HAMPSTEAD & HIGHGATE GAZETTE


Friday April 10 1998

MOVIE LEGEND VEIDT'S ASHES 'HOME' AT LAST

By Amanda Gilbraith

The remains of the distinguished German film actor Conrad Veidt have been brought to Golders Green Crematorium after years in a cellar on the other side of the world.

Last Friday a group of fans - who had travelled from, among other places, New York, Berlin and Copenhagen - gathered at the crematorium in Hoop Lane to place at rest the ashes of of the actor and his third wife, Lilli, on the 55th anniversary of his death.

The arrival of the casket, containing an art deco solid bronze urn, marks the end of a long journey to bring Veidt back to Britain. After fleeing the Nazi regime in Germany, where he was blacklisted by Hitler, he settled in Platt's Lane, Hampstead. He became a British subject.

Born in Berlin in 1893, Veidt starred in some 100 films during a career spanning 30 years, which swept him from Germany to London and on to Hollywood, where he featured in such classics as Casablanca, The Thief of Bagdad, Dark Journey, and the pioneering silent movie, The Cabinet of Dr. Caligari - his big break.

Veidt died at the age of 50 on a golf course, from a massive heart attack. He was cremated in Hollywood. His widow, Lilli, who was half-Jewish, then moved to New York, where she laid his ashes at a crematorium nearby for 30 years until her death in 1980.

Her body was cremated and, as she wished, the ashes mingled with Veidt's. From then on, little was heard about the urn.

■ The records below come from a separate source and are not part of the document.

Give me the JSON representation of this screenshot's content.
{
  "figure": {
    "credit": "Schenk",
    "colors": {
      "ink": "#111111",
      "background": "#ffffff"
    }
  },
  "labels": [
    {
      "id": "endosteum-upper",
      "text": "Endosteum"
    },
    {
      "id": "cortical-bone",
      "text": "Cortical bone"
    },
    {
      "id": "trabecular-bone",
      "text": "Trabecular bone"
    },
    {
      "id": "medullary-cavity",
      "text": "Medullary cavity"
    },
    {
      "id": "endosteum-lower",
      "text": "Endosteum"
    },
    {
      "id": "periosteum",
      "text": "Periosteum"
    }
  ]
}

For more than a decade it languished in the basement of a house in California belonging to Lilli's nephew, Ivan Rado, who inherited Veidt memorabilia and the urn after his aunt's death.

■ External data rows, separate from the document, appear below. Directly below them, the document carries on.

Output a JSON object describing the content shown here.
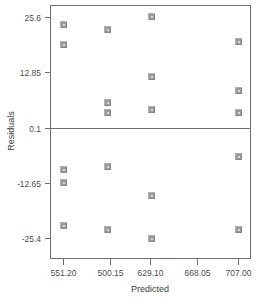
{
  "chart_data": {
    "type": "scatter",
    "title": "",
    "xlabel": "Predicted",
    "ylabel": "Residuals",
    "grid": false,
    "legend": false,
    "xlim": [
      531.725,
      726.475
    ],
    "ylim": [
      -31.775,
      31.975
    ],
    "xticks": [
      551.2,
      500.15,
      629.1,
      668.05,
      707.0
    ],
    "xtick_labels": [
      "551.20",
      "500.15",
      "629.10",
      "668.05",
      "707.00"
    ],
    "yticks": [
      25.6,
      12.85,
      0.1,
      -12.65,
      -25.4
    ],
    "ytick_labels": [
      "25.6",
      "12.85",
      "0.1",
      "-12.65",
      "-25.4"
    ],
    "reference_line": {
      "axis": "y",
      "value": 0.1
    },
    "marker": {
      "shape": "square",
      "edge_color": "#9a9a9a",
      "face_color": "#d8d8d8",
      "size": 6
    },
    "points": [
      {
        "x": 551.2,
        "y": 24.1
      },
      {
        "x": 551.2,
        "y": 19.3
      },
      {
        "x": 551.2,
        "y": -9.4
      },
      {
        "x": 551.2,
        "y": -12.4
      },
      {
        "x": 551.2,
        "y": -22.3
      },
      {
        "x": 590.15,
        "y": 22.8
      },
      {
        "x": 590.15,
        "y": 6.1
      },
      {
        "x": 590.15,
        "y": 3.6
      },
      {
        "x": 590.15,
        "y": -8.8
      },
      {
        "x": 590.15,
        "y": -23.4
      },
      {
        "x": 629.1,
        "y": 25.8
      },
      {
        "x": 629.1,
        "y": 12.0
      },
      {
        "x": 629.1,
        "y": 4.4
      },
      {
        "x": 629.1,
        "y": -15.5
      },
      {
        "x": 629.1,
        "y": -25.4
      },
      {
        "x": 707.0,
        "y": 20.0
      },
      {
        "x": 707.0,
        "y": 8.7
      },
      {
        "x": 707.0,
        "y": 3.6
      },
      {
        "x": 707.0,
        "y": -6.5
      },
      {
        "x": 707.0,
        "y": -23.4
      }
    ]
  },
  "layout": {
    "plot_left": 50,
    "plot_right": 250,
    "plot_top": 5,
    "plot_bottom": 258,
    "tick_x_positions": [
      63,
      110,
      150,
      197,
      238
    ],
    "tick_y_positions": [
      17,
      72,
      128,
      183,
      238
    ]
  }
}
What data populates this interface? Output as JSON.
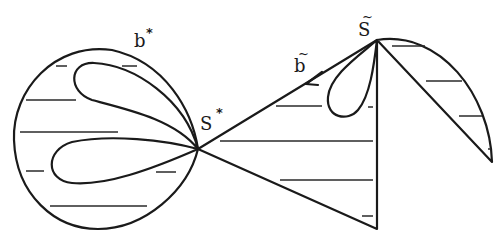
{
  "diagram": {
    "labels": {
      "b_star": {
        "text": "b",
        "marker": "*"
      },
      "s_star": {
        "text": "S",
        "marker": "*"
      },
      "b_tilde": {
        "text": "b",
        "marker": "~"
      },
      "s_tilde": {
        "text": "S",
        "marker": "~"
      }
    },
    "regions": [
      "large closed curve with two petal loops meeting at S*",
      "triangular wedge from S* to S~ down to bottom vertex",
      "small loop hanging from S~",
      "half-lens region to the right of S~"
    ],
    "colors": {
      "ink": "#1a1a1a",
      "background": "#ffffff"
    }
  }
}
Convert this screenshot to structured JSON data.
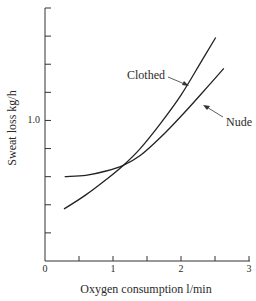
{
  "chart_data": {
    "type": "line",
    "title": "",
    "xlabel": "Oxygen consumption l/min",
    "ylabel": "Sweat loss kg/h",
    "xlim": [
      0,
      3
    ],
    "ylim": [
      0,
      1.8
    ],
    "x_ticks": [
      0,
      0.5,
      1,
      1.5,
      2,
      2.5,
      3
    ],
    "x_tick_labels": [
      {
        "value": 0,
        "label": "0"
      },
      {
        "value": 1,
        "label": "1"
      },
      {
        "value": 2,
        "label": "2"
      },
      {
        "value": 3,
        "label": "3"
      }
    ],
    "y_ticks": [
      0,
      0.2,
      0.4,
      0.6,
      0.8,
      1.0,
      1.2,
      1.4,
      1.6,
      1.8
    ],
    "y_tick_labels": [
      {
        "value": 1.0,
        "label": "1.0"
      }
    ],
    "grid": false,
    "legend": "inline annotations with arrows",
    "series": [
      {
        "name": "Clothed",
        "x": [
          0.28,
          0.6,
          0.9,
          1.15,
          1.4,
          1.7,
          2.0,
          2.3,
          2.51
        ],
        "y": [
          0.37,
          0.47,
          0.58,
          0.68,
          0.8,
          0.98,
          1.18,
          1.42,
          1.59
        ]
      },
      {
        "name": "Nude",
        "x": [
          0.29,
          0.6,
          0.9,
          1.15,
          1.4,
          1.7,
          2.0,
          2.3,
          2.63
        ],
        "y": [
          0.6,
          0.61,
          0.64,
          0.68,
          0.75,
          0.88,
          1.03,
          1.19,
          1.37
        ]
      }
    ],
    "annotations": [
      {
        "text": "Clothed",
        "series": "Clothed"
      },
      {
        "text": "Nude",
        "series": "Nude"
      }
    ]
  }
}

When Mr. Rado learned of a fan club set up eight years ago by Jim Rathlesberger, a 50-year old civil servant from Sacramento in California, he decided to hand over all the memorabilia, including the urn. The urn eventually came into the hands of the Conrad Veidt Society after Mr. Rathlesberger put an international appeal in the Society's newsletter for ideas as to where the ashes should be placed.

A fan from Hendon, Vivienne Phillips, 71, suggested Golders Green Crematorium because of Veidt's many happy years spent in Hampstead. After unanimous agreement among members, Mr. Rathlesberger removed the case from his garage in California and brought it to London.

The Society has managed to secure a 10-year lease on a space in the columbarium for 400 pounds, which they hope to renew as money gradually trickles in. The cost of securing a plot in perpetuity at Golders Green - 2,860 pounds - is just too great for the Society.

''I feel shattered because it has been such a build-up and now it's finally over and he is here, finally at home,'' said Miss Phillips, who has been a Veidt fan since 1940 when she first saw him in The Thief of Bagdad.

''This has been a wish of mine to bring him home ever since that day in 1943 when I first heard of his death. For 55 years his ashes have been shunted from one place to another, which was dreadful, and now he is in a proper place together with Lilli.''

(Photographs not reproduced here: Conrad Veidt at his home in Platt's Lane, Hampstead, and a color photo of Jim Rathlesberger and Vivienne Phillips at Golders Green.)